In response to the first question, the answer is Advanced Diagnostics. In my own practice, I first look for suspicious areas using high-resolution MRI images. If I believe that a biopsy is warranted, I use the Artemis® targeted biopsy system which allows me to use the MRI images to guide the biopsy. This assures the most accurate biopsy results possible (from the tumor cores most likely to harbor aggressive cells) yet uses the fewest needles. In referring to early stage prostate cancer, noted clinician Mark Emberton points out that this alternative to TRUS randomized biopsies "will confer a higher yield of clinically significant disease and reduce the false-negative rate for this type of prostate cancer."  If cancer is diagnosed, my goal is to match the treatment to the disease. In many cases, the patient can safely consider focal treatment with a goal to sparing urinary and sexual function by preserving healthy tissue.
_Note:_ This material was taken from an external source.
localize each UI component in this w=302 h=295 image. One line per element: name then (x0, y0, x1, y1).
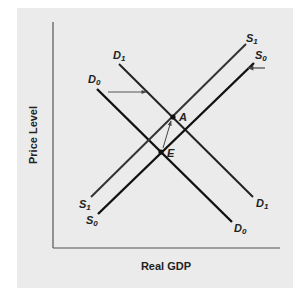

As for the second question, my confidence in the effectiveness of focal treatment partly comes from published data as more studies appear. Perhaps more importantly, I track my own patients' results. Again, I turn to imaging (MRI-ultrasound fusion) and Advanced Diagnostics to follow patient progress, which can indicate if a suspicious area has appeared and warrants a targeted biopsy. Just as important, I support the use of healthy nutrition, supplements, exercise and stress management techniques (in essence, an Active Surveillance) approach) to minimize the chances of recurrence.

And, as all of my focal patients are aware, should there ever be a need to treat a recurrence, we will have detected it early (thanks to Advanced Diagnostic follow-up), and we have not burned any bridges as far as future treatment choices, including Active Surveillance.

Let me put it this way: our bodies like it when we keep as much healthy tissue as possible. It's the way we were born, and we should go through as much of life as possible with healthy tissue intact. Tissue preserving cancer treatments help us stay that way, and that's why I offer them to qualified patients.